Actually, when it comes to free press under siege, it’s worsened since that fateful morning for The Press 30 years ago, said Eileen Markey, a lecturer at Lehman College and journalist who’s spent much of her career covering urban poverty and public policy in the city.

“The environment for the First Amendment is more difficult now than it was in 1989,” Markey said, when “more people in the U.S., shared a consensus that the rights to free speech were paramount, that journalists and artists and writers absolutely should be able to do — and should be protected in — their creative and free publishing endeavors. That consensus is not held as strongly anymore.”

But the fact the First Amendment, as Markey sees it, is questioned by more people today than it has been in the past — owing in no small part to the current president’s anti-press attacks — makes the role of media outlets even more crucial.

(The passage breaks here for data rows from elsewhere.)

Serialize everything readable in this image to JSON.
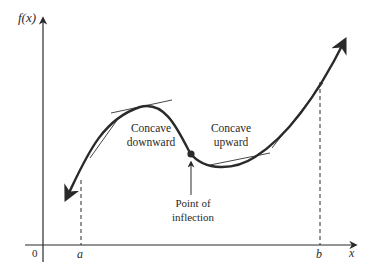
{
  "figure": {
    "type": "concavity-diagram",
    "y_axis_label": "f(x)",
    "x_axis_label": "x",
    "origin_label": "0",
    "a_label": "a",
    "b_label": "b",
    "annotations": {
      "concave_down_line1": "Concave",
      "concave_down_line2": "downward",
      "concave_up_line1": "Concave",
      "concave_up_line2": "upward",
      "inflection_line1": "Point of",
      "inflection_line2": "inflection"
    },
    "colors": {
      "curve": "#2a2a2a",
      "axes": "#2a2a2a",
      "tangent": "#333333",
      "background": "#ffffff"
    }
  }
}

“It’s important for newspapers to be clear in their intention,” Markey said. That is, to “defend the First Amendment by infusing the time-tested techniques of high-quality journalism, where we’re looking for new information and respecting nuance.”

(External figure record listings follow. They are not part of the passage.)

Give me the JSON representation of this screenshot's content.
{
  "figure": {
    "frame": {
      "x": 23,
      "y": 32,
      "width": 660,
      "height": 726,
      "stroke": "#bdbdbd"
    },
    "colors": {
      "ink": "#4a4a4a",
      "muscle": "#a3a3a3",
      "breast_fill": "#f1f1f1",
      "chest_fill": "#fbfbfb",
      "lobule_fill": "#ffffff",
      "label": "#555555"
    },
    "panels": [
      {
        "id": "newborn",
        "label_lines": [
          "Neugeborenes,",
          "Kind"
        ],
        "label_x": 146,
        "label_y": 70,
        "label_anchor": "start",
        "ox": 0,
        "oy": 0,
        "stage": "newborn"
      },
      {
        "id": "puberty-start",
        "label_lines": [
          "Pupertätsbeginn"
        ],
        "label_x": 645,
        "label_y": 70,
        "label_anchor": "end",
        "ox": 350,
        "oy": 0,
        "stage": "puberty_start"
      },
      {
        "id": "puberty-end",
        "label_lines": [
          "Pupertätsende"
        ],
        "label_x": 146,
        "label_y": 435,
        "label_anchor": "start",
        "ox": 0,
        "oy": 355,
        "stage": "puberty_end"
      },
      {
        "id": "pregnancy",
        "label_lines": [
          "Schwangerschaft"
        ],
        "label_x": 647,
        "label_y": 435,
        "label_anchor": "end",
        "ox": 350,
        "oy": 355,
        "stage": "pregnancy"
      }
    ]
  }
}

Yet it’s also important to keep in mind an attack against journalists’ right to print also is a perniciously broader offensive against their readers’ right to know, said Alexandra Ellerbeck, North American program coordinator at the independent nonprofit Committee to Protect Journalists.

“Free expression is the ability to have true information about what is happening,” Ellerbeck said. “To see something and share that information freely, without being afraid that you will be put in prison or killed or injured.”

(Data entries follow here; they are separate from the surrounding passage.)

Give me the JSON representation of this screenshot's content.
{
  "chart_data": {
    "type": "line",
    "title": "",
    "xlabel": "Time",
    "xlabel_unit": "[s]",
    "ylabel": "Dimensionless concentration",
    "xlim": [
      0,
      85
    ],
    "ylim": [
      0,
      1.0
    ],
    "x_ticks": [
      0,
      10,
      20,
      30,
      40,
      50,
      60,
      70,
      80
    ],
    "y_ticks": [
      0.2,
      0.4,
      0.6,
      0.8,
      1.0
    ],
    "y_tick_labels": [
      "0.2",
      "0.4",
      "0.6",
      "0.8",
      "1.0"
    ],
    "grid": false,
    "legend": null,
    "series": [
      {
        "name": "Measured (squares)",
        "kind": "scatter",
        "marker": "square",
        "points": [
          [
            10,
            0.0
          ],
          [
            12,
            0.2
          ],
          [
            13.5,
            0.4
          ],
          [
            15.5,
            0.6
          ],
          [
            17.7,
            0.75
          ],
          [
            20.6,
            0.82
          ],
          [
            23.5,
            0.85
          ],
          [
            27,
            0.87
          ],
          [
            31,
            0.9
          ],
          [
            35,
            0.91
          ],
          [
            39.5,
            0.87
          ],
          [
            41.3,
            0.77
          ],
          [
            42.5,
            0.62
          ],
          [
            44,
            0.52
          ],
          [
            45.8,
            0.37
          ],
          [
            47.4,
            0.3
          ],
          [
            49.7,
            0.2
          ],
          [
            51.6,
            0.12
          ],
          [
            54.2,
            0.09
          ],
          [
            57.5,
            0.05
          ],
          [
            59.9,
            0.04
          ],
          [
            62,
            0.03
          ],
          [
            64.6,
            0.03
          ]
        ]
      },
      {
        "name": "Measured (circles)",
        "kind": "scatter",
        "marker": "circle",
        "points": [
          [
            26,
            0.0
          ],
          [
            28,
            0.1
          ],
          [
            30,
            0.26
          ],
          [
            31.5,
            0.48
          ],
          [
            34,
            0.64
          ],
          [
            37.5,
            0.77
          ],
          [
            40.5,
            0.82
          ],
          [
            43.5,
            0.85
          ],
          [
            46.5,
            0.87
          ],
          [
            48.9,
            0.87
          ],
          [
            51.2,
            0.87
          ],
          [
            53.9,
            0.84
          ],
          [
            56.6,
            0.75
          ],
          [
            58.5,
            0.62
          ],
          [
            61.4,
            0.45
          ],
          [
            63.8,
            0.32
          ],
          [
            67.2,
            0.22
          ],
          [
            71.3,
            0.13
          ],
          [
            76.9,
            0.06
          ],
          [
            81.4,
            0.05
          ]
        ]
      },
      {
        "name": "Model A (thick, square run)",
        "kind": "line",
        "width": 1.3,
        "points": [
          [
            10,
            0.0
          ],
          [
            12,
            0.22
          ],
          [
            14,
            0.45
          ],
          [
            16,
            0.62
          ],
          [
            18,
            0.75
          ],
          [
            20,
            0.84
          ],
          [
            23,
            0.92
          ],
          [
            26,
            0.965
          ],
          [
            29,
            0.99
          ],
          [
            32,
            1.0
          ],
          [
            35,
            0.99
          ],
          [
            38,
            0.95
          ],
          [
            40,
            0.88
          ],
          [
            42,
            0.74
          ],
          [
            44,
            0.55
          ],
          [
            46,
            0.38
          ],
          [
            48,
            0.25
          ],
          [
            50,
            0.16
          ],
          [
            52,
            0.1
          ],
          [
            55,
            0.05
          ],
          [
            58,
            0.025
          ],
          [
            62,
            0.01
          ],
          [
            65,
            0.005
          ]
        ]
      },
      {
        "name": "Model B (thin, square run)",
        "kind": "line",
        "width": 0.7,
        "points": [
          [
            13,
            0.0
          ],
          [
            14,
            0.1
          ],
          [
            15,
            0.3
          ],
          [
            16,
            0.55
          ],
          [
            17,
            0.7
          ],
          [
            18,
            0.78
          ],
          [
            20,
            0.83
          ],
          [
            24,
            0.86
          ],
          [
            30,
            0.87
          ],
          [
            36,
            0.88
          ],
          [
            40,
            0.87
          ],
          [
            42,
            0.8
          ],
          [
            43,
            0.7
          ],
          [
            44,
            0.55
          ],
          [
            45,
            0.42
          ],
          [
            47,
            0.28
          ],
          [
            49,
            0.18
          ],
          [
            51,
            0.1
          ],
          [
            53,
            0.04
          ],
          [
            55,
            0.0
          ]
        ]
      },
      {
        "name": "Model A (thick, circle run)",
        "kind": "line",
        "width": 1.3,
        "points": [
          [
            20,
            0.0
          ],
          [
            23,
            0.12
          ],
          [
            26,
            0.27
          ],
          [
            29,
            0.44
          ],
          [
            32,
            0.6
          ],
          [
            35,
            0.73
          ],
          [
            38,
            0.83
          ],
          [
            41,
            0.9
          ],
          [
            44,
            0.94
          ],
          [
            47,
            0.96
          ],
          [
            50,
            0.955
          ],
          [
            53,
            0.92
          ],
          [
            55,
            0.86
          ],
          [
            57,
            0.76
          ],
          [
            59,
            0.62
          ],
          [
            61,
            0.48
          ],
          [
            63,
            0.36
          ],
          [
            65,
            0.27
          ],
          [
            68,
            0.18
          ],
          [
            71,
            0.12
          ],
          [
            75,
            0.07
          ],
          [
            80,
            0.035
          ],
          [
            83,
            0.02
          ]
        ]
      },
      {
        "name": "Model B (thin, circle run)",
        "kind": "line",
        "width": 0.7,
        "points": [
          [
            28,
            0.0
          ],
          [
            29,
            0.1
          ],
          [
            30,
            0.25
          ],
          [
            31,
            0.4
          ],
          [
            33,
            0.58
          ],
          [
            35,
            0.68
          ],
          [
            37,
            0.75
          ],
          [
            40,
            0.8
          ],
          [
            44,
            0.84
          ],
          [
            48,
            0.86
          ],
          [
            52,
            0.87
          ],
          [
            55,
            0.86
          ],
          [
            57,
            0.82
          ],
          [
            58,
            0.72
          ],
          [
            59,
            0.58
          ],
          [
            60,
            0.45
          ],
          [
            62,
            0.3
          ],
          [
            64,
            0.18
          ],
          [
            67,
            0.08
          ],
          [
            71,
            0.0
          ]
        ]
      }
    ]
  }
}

That freedom is “fundamental to living in an open society,” she added. “It’s fundamental to living in a democracy. When communities don’t have access to free information or to journalism because the environment is too oppressive” it creates a kind of breeding ground for gross human rights abuses, corruption or worse.

“It’s a very scary place to be,” Ellerbeck said.

To be sure, it’s a struggle that plays out across the globe, in wildly varying degrees. Yet when it comes to protecting the very fabric of free society on a local level, community newspapers are on the front line of the fight, Gilewicz said. Because the free speech values they uphold by reporting the news are “not just local values,” but broader “journalistic and American values.”

“The idea that freedom of speech is worth defending is that it’s worth defending at the national level and the local level, at the bookstore around the corner and the library,” he said. “These are all things that local papers help members of their community understand and apply.”